The main stylistic element of this great sonnet is the way
in which Shakespeare builds this poem around a central comparison between stars and his
lover's eyes. Note how Shakespeare introduces this comparison at the beginning of the
poem, alluding to the way in which "astronomers" through studying the stars could
predict the future:
readability="5">Not from the stars do I my judgment
pluck;
And yet methinks I have
astronomy...The poem begins
by the speaker stating that he is not able to predict the future through study of the
stars or through any other such method, and yet he still feels that he is able to
practice "astronomy," but on a different source:readability="10">But from thine eyes my knowledge I
derive,
And, constant stars, in them I read such art
As truth and
beauty shall together thrive,
If from thyself to store thou wouldst
convert;The stars, then,
with others build their lives around and base their predictions upon, do not serve for
the speaker. For him, it is the eyes of his beloved, who is addressed in the sonnet,
that he uses to "derive" his "knowledge." From these eyes he is able to see a "thriving"
of truth and beauty. The prediction that the speaker is able to make based on these eyes
forms the ending of the poem:readability="5">Thy end is truth's and beauty's doom and
date.His beloved personifies
truth and beauty to such an extent, that his death will mark the end of these qualities.
Thus this sonnet is built around the central comparison of the stars which are compared
to the eyes of the speaker's beloved.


[Exercise aim]:
The records below need to be set down again exactly; their images stay out.

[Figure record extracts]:
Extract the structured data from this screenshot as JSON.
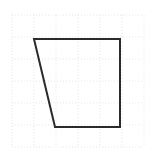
{
  "figure": {
    "background_color": "#ffffff",
    "width": 147,
    "height": 156
  },
  "grid": {
    "visible": true,
    "line_color": "#e6e6e8",
    "line_width": 1,
    "dash_pattern": "1 2",
    "cell_size": 22,
    "origin_x": 12,
    "origin_y": 15,
    "columns": 6,
    "rows": 6,
    "x_positions": [
      12,
      34,
      56,
      78,
      100,
      122,
      144
    ],
    "y_positions": [
      15,
      37,
      59,
      81,
      103,
      125,
      147
    ]
  },
  "shape": {
    "name": "quadrilateral",
    "type": "polygon",
    "stroke_color": "#2b2b2b",
    "stroke_width": 2,
    "fill": "none",
    "vertex_count": 4,
    "points": "34,39 120,39 120,127 55,127",
    "vertices": [
      {
        "label": "top-left",
        "x": 34,
        "y": 39
      },
      {
        "label": "top-right",
        "x": 120,
        "y": 39
      },
      {
        "label": "bottom-right",
        "x": 120,
        "y": 127
      },
      {
        "label": "bottom-left",
        "x": 55,
        "y": 127
      }
    ],
    "edges": [
      {
        "label": "top-edge",
        "from": "top-left",
        "to": "top-right"
      },
      {
        "label": "right-edge",
        "from": "top-right",
        "to": "bottom-right"
      },
      {
        "label": "bottom-edge",
        "from": "bottom-right",
        "to": "bottom-left"
      },
      {
        "label": "left-edge",
        "from": "bottom-left",
        "to": "top-left"
      }
    ]
  }
}
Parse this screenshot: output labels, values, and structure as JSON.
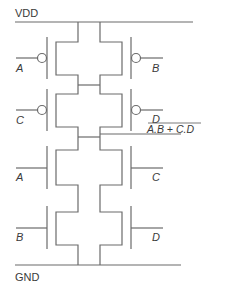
{
  "diagram": {
    "type": "CMOS AOI22 gate schematic",
    "rails": {
      "supply_label": "VDD",
      "ground_label": "GND"
    },
    "pull_up": [
      {
        "left_input": "A",
        "right_input": "B",
        "kind": "PMOS"
      },
      {
        "left_input": "C",
        "right_input": "D",
        "kind": "PMOS"
      }
    ],
    "pull_down": [
      {
        "left_input": "A",
        "right_input": "C",
        "kind": "NMOS"
      },
      {
        "left_input": "B",
        "right_input": "D",
        "kind": "NMOS"
      }
    ],
    "output": {
      "label": "A.B + C.D",
      "inverted": true
    },
    "colors": {
      "wire": "#6b6b6b",
      "text": "#3a3a3a",
      "background": "#ffffff"
    }
  }
}
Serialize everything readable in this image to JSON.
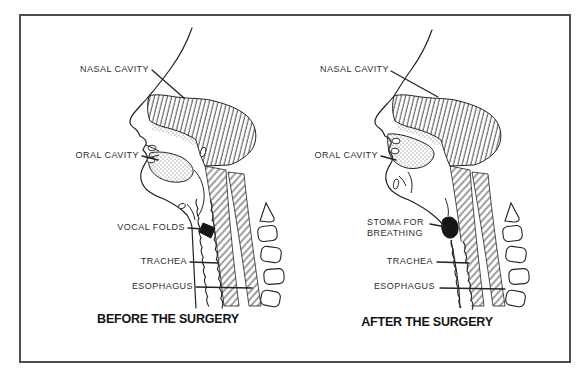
{
  "colors": {
    "frame": "#4f4f4f",
    "ink": "#232323",
    "label_text": "#2e2e2e",
    "caption_text": "#141414",
    "background": "#ffffff"
  },
  "figures": [
    {
      "caption": "BEFORE THE SURGERY",
      "labels": {
        "nasal": "NASAL CAVITY",
        "oral": "ORAL CAVITY",
        "vocal_folds": "VOCAL FOLDS",
        "trachea": "TRACHEA",
        "esophagus": "ESOPHAGUS"
      }
    },
    {
      "caption": "AFTER THE SURGERY",
      "labels": {
        "nasal": "NASAL CAVITY",
        "oral": "ORAL CAVITY",
        "stoma": [
          "STOMA FOR",
          "BREATHING"
        ],
        "trachea": "TRACHEA",
        "esophagus": "ESOPHAGUS"
      }
    }
  ]
}
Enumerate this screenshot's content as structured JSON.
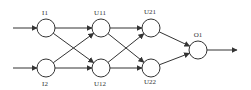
{
  "diagram": {
    "type": "neural-network",
    "colors": {
      "stroke": "#333333",
      "background": "#ffffff"
    },
    "nodes": [
      {
        "id": "I1",
        "label": "I1",
        "cx": 46,
        "cy": 28,
        "r": 9,
        "lx": 45,
        "ly": 15
      },
      {
        "id": "I2",
        "label": "I2",
        "cx": 46,
        "cy": 68,
        "r": 9,
        "lx": 45,
        "ly": 86
      },
      {
        "id": "U11",
        "label": "U11",
        "cx": 101,
        "cy": 28,
        "r": 9,
        "lx": 100,
        "ly": 15
      },
      {
        "id": "U12",
        "label": "U12",
        "cx": 101,
        "cy": 68,
        "r": 9,
        "lx": 100,
        "ly": 86
      },
      {
        "id": "U21",
        "label": "U21",
        "cx": 151,
        "cy": 28,
        "r": 9,
        "lx": 150,
        "ly": 14
      },
      {
        "id": "U22",
        "label": "U22",
        "cx": 151,
        "cy": 68,
        "r": 9,
        "lx": 150,
        "ly": 84
      },
      {
        "id": "O1",
        "label": "O1",
        "cx": 198,
        "cy": 50,
        "r": 9,
        "lx": 198,
        "ly": 37
      }
    ],
    "edges": [
      {
        "from": "input-1",
        "to": "I1"
      },
      {
        "from": "input-2",
        "to": "I2"
      },
      {
        "from": "I1",
        "to": "U11"
      },
      {
        "from": "I1",
        "to": "U12"
      },
      {
        "from": "I2",
        "to": "U11"
      },
      {
        "from": "I2",
        "to": "U12"
      },
      {
        "from": "U11",
        "to": "U21"
      },
      {
        "from": "U11",
        "to": "U22"
      },
      {
        "from": "U12",
        "to": "U21"
      },
      {
        "from": "U12",
        "to": "U22"
      },
      {
        "from": "U21",
        "to": "O1"
      },
      {
        "from": "U22",
        "to": "O1"
      },
      {
        "from": "O1",
        "to": "output"
      }
    ]
  }
}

[Written reply]:
Extract the structured data from this screenshot as JSON.
{
  "figure": {
    "background_color": "#ffffff",
    "width": 147,
    "height": 156
  },
  "grid": {
    "visible": true,
    "line_color": "#e6e6e8",
    "line_width": 1,
    "dash_pattern": "1 2",
    "cell_size": 22,
    "origin_x": 12,
    "origin_y": 15,
    "columns": 6,
    "rows": 6,
    "x_positions": [
      12,
      34,
      56,
      78,
      100,
      122,
      144
    ],
    "y_positions": [
      15,
      37,
      59,
      81,
      103,
      125,
      147
    ]
  },
  "shape": {
    "name": "quadrilateral",
    "type": "polygon",
    "stroke_color": "#2b2b2b",
    "stroke_width": 2,
    "fill": "none",
    "vertex_count": 4,
    "points": "34,39 120,39 120,127 55,127",
    "vertices": [
      {
        "label": "top-left",
        "x": 34,
        "y": 39
      },
      {
        "label": "top-right",
        "x": 120,
        "y": 39
      },
      {
        "label": "bottom-right",
        "x": 120,
        "y": 127
      },
      {
        "label": "bottom-left",
        "x": 55,
        "y": 127
      }
    ],
    "edges": [
      {
        "label": "top-edge",
        "from": "top-left",
        "to": "top-right"
      },
      {
        "label": "right-edge",
        "from": "top-right",
        "to": "bottom-right"
      },
      {
        "label": "bottom-edge",
        "from": "bottom-right",
        "to": "bottom-left"
      },
      {
        "label": "left-edge",
        "from": "bottom-left",
        "to": "top-left"
      }
    ]
  }
}
Parse this screenshot: output labels, values, and structure as JSON.
{
  "diagram": {
    "type": "CMOS AOI22 gate schematic",
    "rails": {
      "supply_label": "VDD",
      "ground_label": "GND"
    },
    "pull_up": [
      {
        "left_input": "A",
        "right_input": "B",
        "kind": "PMOS"
      },
      {
        "left_input": "C",
        "right_input": "D",
        "kind": "PMOS"
      }
    ],
    "pull_down": [
      {
        "left_input": "A",
        "right_input": "C",
        "kind": "NMOS"
      },
      {
        "left_input": "B",
        "right_input": "D",
        "kind": "NMOS"
      }
    ],
    "output": {
      "label": "A.B + C.D",
      "inverted": true
    },
    "colors": {
      "wire": "#6b6b6b",
      "text": "#3a3a3a",
      "background": "#ffffff"
    }
  }
}
Serialize everything readable in this image to JSON.
{
  "colors": {
    "frame": "#4f4f4f",
    "ink": "#232323",
    "label_text": "#2e2e2e",
    "caption_text": "#141414",
    "background": "#ffffff"
  },
  "figures": [
    {
      "caption": "BEFORE THE SURGERY",
      "labels": {
        "nasal": "NASAL CAVITY",
        "oral": "ORAL CAVITY",
        "vocal_folds": "VOCAL FOLDS",
        "trachea": "TRACHEA",
        "esophagus": "ESOPHAGUS"
      }
    },
    {
      "caption": "AFTER THE SURGERY",
      "labels": {
        "nasal": "NASAL CAVITY",
        "oral": "ORAL CAVITY",
        "stoma": [
          "STOMA FOR",
          "BREATHING"
        ],
        "trachea": "TRACHEA",
        "esophagus": "ESOPHAGUS"
      }
    }
  ]
}
Enumerate this screenshot's content as structured JSON.
{
  "diagram": {
    "type": "neural-network",
    "colors": {
      "stroke": "#333333",
      "background": "#ffffff"
    },
    "nodes": [
      {
        "id": "I1",
        "label": "I1",
        "cx": 46,
        "cy": 28,
        "r": 9,
        "lx": 45,
        "ly": 15
      },
      {
        "id": "I2",
        "label": "I2",
        "cx": 46,
        "cy": 68,
        "r": 9,
        "lx": 45,
        "ly": 86
      },
      {
        "id": "U11",
        "label": "U11",
        "cx": 101,
        "cy": 28,
        "r": 9,
        "lx": 100,
        "ly": 15
      },
      {
        "id": "U12",
        "label": "U12",
        "cx": 101,
        "cy": 68,
        "r": 9,
        "lx": 100,
        "ly": 86
      },
      {
        "id": "U21",
        "label": "U21",
        "cx": 151,
        "cy": 28,
        "r": 9,
        "lx": 150,
        "ly": 14
      },
      {
        "id": "U22",
        "label": "U22",
        "cx": 151,
        "cy": 68,
        "r": 9,
        "lx": 150,
        "ly": 84
      },
      {
        "id": "O1",
        "label": "O1",
        "cx": 198,
        "cy": 50,
        "r": 9,
        "lx": 198,
        "ly": 37
      }
    ],
    "edges": [
      {
        "from": "input-1",
        "to": "I1"
      },
      {
        "from": "input-2",
        "to": "I2"
      },
      {
        "from": "I1",
        "to": "U11"
      },
      {
        "from": "I1",
        "to": "U12"
      },
      {
        "from": "I2",
        "to": "U11"
      },
      {
        "from": "I2",
        "to": "U12"
      },
      {
        "from": "U11",
        "to": "U21"
      },
      {
        "from": "U11",
        "to": "U22"
      },
      {
        "from": "U12",
        "to": "U21"
      },
      {
        "from": "U12",
        "to": "U22"
      },
      {
        "from": "U21",
        "to": "O1"
      },
      {
        "from": "U22",
        "to": "O1"
      },
      {
        "from": "O1",
        "to": "output"
      }
    ]
  }
}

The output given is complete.